For most of my life in Iran, I was following every single dress code out there as a “good girl” of a religious family is supposed to do. So, you can imagine me in the same clothes as the woman in the attached picture. But the further I went from my family’s social circle, the more difference I saw in people’s clothing and their beliefs.

I remember walking in the street as a teenager with my black chador fully covering my entire head and body while passing women who clearly did not believe in compulsory hijab and were only wearing it to survive the police brutality. They would sometimes look at me with anger and roll their eyes at me. Some other times they would look at me with a little fear in their eyes and quickly “fix” their hijab on their head to cover more of their hair.

At the time, I believed I was the oppressed one. I thought that others just did not like people like me, with “proper” hijab. Maybe they were Islamophobes living in an Islamic country! I simply did not know the importance of agency and freedom of choice and could not imagine the horrors that those women were facing or the “hijabi privilege” which I had.

Later on, during college, I slowly stopped being such a “good girl” and started to have my own opinions instead of just following the structure I was born into. I was still a Muslim but did not feel comfortable with the head-to-toe coverage of chador. I still had hijab but I started wearing more colorful clothes. And what do you think happened? I lost all my privileges and stopped receiving as much respect in society.

The authorities from my dormitory started questioning me and insulting me for the smallest reasons, acting as if they’d arrested a criminal. I couldn’t easily enter governmental organizations or even my college anymore and would be asked to “fix” my hijab. I was being stopped and insulted on the street by the morality police who would respond to my attempts to defend myself with: “Just shut up or we will arrest you, take you to the station, and call your father to come and teach you a lesson.” Yes, let’s not forget that I always legally belong to my father or my husband like property!

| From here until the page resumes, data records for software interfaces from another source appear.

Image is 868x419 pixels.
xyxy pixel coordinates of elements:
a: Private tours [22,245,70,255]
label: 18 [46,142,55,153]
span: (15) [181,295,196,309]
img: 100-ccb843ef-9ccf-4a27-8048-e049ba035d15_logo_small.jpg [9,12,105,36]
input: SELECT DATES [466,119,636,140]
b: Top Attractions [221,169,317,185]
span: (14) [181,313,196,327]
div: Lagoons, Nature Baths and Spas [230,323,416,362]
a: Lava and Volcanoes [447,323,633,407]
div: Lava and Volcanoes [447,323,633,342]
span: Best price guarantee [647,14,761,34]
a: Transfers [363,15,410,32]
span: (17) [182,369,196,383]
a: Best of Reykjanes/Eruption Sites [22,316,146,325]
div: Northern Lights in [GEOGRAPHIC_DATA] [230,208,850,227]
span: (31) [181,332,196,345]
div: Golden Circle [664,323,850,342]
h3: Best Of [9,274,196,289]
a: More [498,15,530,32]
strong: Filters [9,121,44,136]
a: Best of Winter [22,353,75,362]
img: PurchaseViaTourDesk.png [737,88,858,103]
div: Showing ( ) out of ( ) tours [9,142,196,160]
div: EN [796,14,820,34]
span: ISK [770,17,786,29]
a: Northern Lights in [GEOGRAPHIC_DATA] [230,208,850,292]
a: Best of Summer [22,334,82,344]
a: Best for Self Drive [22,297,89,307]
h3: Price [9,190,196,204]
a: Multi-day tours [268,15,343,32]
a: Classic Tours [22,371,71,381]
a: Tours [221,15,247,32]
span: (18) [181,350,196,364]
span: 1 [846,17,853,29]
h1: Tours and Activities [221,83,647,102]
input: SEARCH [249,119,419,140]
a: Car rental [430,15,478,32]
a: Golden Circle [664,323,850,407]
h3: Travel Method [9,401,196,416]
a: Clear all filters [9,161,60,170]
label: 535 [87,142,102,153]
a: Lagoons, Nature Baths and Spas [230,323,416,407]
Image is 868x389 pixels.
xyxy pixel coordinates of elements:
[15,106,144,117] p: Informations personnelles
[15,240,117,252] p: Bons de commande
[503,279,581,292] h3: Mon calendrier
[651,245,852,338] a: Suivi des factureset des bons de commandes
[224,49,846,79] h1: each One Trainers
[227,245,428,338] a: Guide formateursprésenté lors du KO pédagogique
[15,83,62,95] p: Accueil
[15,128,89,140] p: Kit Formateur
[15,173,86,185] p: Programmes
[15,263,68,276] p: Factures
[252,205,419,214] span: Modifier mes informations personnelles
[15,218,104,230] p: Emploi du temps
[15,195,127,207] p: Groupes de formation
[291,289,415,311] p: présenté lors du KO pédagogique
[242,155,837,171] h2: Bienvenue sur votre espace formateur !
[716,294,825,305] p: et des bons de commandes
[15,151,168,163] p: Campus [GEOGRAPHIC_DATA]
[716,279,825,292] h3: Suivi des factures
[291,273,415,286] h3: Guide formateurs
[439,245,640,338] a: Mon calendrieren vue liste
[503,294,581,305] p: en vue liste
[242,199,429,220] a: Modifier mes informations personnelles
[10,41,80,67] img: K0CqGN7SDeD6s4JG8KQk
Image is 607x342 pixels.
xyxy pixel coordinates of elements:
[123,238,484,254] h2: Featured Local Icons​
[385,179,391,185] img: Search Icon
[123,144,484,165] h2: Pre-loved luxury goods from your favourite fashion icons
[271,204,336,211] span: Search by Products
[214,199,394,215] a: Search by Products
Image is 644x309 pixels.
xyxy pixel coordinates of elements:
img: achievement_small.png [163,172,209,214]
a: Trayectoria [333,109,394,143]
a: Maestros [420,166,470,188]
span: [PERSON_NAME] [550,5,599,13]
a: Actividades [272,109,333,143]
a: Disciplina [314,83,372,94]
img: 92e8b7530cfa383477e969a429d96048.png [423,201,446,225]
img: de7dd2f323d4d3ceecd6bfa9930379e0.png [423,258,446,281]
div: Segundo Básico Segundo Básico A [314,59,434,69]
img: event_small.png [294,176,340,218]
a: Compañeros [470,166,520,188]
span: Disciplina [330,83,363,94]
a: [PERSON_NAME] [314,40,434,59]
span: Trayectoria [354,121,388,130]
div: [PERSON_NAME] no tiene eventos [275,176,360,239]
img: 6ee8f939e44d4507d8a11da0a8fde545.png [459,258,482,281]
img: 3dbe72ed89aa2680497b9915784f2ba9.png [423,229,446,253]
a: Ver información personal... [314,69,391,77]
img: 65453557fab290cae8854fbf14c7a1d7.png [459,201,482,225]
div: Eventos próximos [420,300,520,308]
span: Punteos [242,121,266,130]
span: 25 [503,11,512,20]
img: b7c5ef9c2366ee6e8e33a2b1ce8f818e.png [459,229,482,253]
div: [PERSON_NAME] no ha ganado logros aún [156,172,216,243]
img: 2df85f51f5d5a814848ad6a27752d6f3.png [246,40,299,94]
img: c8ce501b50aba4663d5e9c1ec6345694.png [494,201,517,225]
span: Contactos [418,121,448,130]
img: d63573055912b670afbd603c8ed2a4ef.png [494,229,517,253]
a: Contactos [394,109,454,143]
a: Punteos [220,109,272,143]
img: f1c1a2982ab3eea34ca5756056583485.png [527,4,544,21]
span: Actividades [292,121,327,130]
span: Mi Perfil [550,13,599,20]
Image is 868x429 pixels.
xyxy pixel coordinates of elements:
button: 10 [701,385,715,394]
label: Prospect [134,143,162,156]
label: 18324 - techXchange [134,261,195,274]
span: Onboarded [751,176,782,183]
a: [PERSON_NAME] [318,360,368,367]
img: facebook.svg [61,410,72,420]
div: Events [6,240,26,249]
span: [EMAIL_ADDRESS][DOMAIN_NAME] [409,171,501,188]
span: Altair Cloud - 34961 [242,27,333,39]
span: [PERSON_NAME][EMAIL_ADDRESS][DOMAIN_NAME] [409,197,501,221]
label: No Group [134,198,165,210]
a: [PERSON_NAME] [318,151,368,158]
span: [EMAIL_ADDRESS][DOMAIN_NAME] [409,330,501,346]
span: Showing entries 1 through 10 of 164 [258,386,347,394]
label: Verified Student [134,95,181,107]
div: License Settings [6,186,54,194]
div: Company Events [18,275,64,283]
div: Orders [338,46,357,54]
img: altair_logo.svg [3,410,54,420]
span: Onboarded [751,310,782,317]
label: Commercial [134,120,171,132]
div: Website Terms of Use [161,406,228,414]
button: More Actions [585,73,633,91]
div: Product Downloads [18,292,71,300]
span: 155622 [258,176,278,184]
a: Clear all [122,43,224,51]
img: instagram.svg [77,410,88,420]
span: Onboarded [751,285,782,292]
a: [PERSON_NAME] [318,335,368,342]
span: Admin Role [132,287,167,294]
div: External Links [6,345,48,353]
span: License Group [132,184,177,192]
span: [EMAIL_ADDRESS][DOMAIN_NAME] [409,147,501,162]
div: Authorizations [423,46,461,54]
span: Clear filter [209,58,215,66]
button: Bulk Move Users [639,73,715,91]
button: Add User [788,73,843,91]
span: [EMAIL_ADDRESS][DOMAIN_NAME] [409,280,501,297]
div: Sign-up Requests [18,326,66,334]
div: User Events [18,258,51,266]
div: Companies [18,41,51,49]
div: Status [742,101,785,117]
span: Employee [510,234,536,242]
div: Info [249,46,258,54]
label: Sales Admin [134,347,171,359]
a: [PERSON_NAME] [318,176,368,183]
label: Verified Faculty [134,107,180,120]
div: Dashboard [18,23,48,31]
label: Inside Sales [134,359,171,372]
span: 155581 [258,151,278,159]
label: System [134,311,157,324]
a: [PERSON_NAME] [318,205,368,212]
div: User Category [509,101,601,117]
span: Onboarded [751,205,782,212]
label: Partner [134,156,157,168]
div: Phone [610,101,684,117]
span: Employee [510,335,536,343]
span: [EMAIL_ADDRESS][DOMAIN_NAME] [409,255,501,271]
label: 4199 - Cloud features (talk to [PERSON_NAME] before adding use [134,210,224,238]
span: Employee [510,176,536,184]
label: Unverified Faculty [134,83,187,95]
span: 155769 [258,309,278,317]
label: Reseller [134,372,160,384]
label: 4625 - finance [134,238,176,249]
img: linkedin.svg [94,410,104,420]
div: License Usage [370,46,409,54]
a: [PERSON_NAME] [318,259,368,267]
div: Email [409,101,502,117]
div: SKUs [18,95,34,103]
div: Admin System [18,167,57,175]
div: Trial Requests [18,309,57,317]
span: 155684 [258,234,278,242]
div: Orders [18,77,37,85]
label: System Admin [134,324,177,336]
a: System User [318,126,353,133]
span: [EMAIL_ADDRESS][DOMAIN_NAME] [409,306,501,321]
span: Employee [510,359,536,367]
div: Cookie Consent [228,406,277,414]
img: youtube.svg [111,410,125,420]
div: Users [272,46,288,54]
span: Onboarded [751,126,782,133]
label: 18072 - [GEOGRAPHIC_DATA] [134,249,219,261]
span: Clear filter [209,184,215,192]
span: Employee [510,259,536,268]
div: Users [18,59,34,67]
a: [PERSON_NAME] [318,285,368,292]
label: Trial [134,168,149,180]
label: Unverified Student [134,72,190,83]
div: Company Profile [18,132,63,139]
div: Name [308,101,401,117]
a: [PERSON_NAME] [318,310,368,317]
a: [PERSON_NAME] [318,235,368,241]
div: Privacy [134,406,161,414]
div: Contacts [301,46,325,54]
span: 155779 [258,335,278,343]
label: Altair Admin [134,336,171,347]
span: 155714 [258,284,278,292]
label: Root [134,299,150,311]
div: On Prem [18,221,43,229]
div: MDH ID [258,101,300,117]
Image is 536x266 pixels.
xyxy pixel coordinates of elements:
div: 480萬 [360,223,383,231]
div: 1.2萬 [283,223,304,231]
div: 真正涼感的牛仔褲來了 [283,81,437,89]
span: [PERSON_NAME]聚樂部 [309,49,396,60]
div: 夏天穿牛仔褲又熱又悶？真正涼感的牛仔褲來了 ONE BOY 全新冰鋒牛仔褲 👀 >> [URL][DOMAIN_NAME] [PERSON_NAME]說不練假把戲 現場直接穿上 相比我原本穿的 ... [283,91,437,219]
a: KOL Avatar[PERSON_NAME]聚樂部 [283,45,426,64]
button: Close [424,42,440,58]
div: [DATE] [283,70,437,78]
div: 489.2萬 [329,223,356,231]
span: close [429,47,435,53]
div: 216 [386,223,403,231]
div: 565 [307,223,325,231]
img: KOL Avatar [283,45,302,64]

Before this point, I was just oblivious to the fact that as a woman, I was not considered a human being with any kind of agency in my own country. I was worthy of safety and respect only as long as I remained a blind soldier to their ideology. Otherwise, I was just a piece of trash. This was such a painful lesson to discover but it was surely the stepping stone for many Iranian women’s fight for freedom which you might have heard by now.

I made this realization four years ago and it made me question everything even more. I became so sick of all those rules and dress codes that kept reminding me I was a second-class citizen in my own country and that in our legal system, I did not matter at all. Slowly, I even became sick of looking at those damn headscarves which were the symbol of the systematic oppression of generations of Iranian women by the womenophobic regime.

These days, if you see Iranian women like me burning their headscarves, remember the 44 years of gender apartheid oppression that brought them to this point. Also, remember that the headscarf we’re burning is a small symbol representing a political system of dictatorship.